Read More →An app modernization story — Part 4 (Serverless Microservices)
In part 3 of the blog series, I talked about how we transformed our Windows-only .NET Framework app to a containerized multi-platform .NET Core app.
This removed our dependency on Windows and enabled us to deploy to Linux-based platforms such as App Engine (Flex). On the other hand, the app still ran on VMs, it was billed per second even if nobody used it, deployments were slow and most importantly, it was a single monolith that was deployed and scaled as a single unit.
Read More →An app modernization story — Part 3 (Containerize & Redeploy)

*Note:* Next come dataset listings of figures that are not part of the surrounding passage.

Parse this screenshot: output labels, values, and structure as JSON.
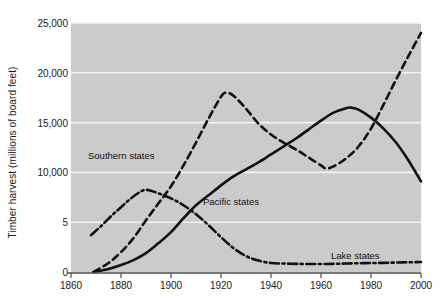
{
  "chart_data": {
    "type": "line",
    "title": "",
    "xlabel": "",
    "ylabel": "Timber harvest (millions of board feet)",
    "xlim": [
      1860,
      2000
    ],
    "ylim": [
      0,
      25000
    ],
    "grid": true,
    "legend_position": "inline-annotations",
    "x_ticks": [
      "1860",
      "1880",
      "1900",
      "1920",
      "1940",
      "1960",
      "1980",
      "2000"
    ],
    "y_ticks": [
      "0",
      "5",
      "10,000",
      "15,000",
      "20,000",
      "25,000"
    ],
    "y_tick_values": [
      0,
      5000,
      10000,
      15000,
      20000,
      25000
    ],
    "series": [
      {
        "name": "Southern states",
        "style": "dashed",
        "color": "#111111",
        "x": [
          1869,
          1875,
          1880,
          1885,
          1890,
          1895,
          1900,
          1905,
          1910,
          1915,
          1920,
          1922,
          1925,
          1930,
          1935,
          1940,
          1945,
          1950,
          1955,
          1960,
          1962,
          1965,
          1970,
          1975,
          1980,
          1985,
          1990,
          1995,
          2000
        ],
        "y": [
          0,
          900,
          2000,
          3400,
          5200,
          6900,
          8600,
          10700,
          13000,
          15400,
          17600,
          18000,
          17700,
          16400,
          14900,
          13800,
          13000,
          12300,
          11500,
          10700,
          10400,
          10600,
          11400,
          12600,
          14400,
          16800,
          19300,
          21700,
          24000
        ]
      },
      {
        "name": "Pacific states",
        "style": "solid",
        "color": "#111111",
        "x": [
          1869,
          1875,
          1880,
          1885,
          1890,
          1895,
          1900,
          1905,
          1910,
          1915,
          1920,
          1925,
          1930,
          1935,
          1940,
          1945,
          1950,
          1955,
          1960,
          1965,
          1970,
          1972,
          1975,
          1980,
          1985,
          1990,
          1995,
          2000
        ],
        "y": [
          0,
          300,
          700,
          1200,
          1900,
          2900,
          4000,
          5400,
          6700,
          7700,
          8700,
          9600,
          10300,
          11000,
          11800,
          12600,
          13400,
          14300,
          15200,
          16000,
          16450,
          16500,
          16300,
          15500,
          14400,
          13000,
          11200,
          9100
        ]
      },
      {
        "name": "Lake states",
        "style": "dash-dot",
        "color": "#111111",
        "x": [
          1868,
          1872,
          1876,
          1880,
          1884,
          1888,
          1890,
          1892,
          1896,
          1900,
          1905,
          1910,
          1915,
          1920,
          1925,
          1930,
          1935,
          1940,
          1945,
          1950,
          1955,
          1960,
          1965,
          1970,
          1975,
          1980,
          1985,
          1990,
          1995,
          2000
        ],
        "y": [
          3700,
          4600,
          5600,
          6500,
          7400,
          8100,
          8250,
          8150,
          7800,
          7400,
          6700,
          5800,
          4700,
          3500,
          2400,
          1600,
          1150,
          900,
          850,
          820,
          800,
          800,
          820,
          850,
          880,
          900,
          920,
          950,
          980,
          1000
        ]
      }
    ],
    "annotations": [
      {
        "name": "southern-states-label",
        "text": "Southern states",
        "x_px": 88,
        "y_px": 150
      },
      {
        "name": "pacific-states-label",
        "text": "Pacific states",
        "x_px": 203,
        "y_px": 196
      },
      {
        "name": "lake-states-label",
        "text": "Lake states",
        "x_px": 331,
        "y_px": 250
      }
    ]
  },
  "colors": {
    "plot_background": "#cbcbcb",
    "gridline": "#f2f2f2",
    "axis": "#4d4d4d",
    "line": "#111111",
    "text": "#1a1a1a",
    "page_background": "#ffffff"
  }
}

In part 1, I talked about the initial app and its challenges. In part 2, I talked about the lift & shift to the cloud with some unexpected benefits. In this part 3 of the series, I’ll talk about how we transformed our Windows-only .NET Framework app to a containerized multi-platform .NET Core app and the huge benefits we got along the way.
Why?
The initial Windows VM based cloud setup served us well with minimal issues about roughly 2 years (from early 2017 to early 2019). In early 2019, we wanted to revisit the architecture again. This was mainly driven by the advances in the tech scene namely:
Read More →An app modernization story — Part 2 (Lift & Shift)
In part 1 of app modernization series, I introduced a simple news aggregator and some of the challenges in its initial architecture. In part 2, I’ll talk about the journey to the cloud and some unexpected benefits and learnings along the way.
Why Cloud?
The initial backend had many issues that I outlined in part 1. After about 1 year, in late 2016, we decided to look into moving it to a more stable home. Our main goal was to improve resiliency of the app, as the IIS host kept crashing, but we didn’t want to rewrite or re-architecture the app in a major way. Around the same time, I started working at Google and was learning all about Google Cloud. We decided to give it a try and see what it took to move the app there.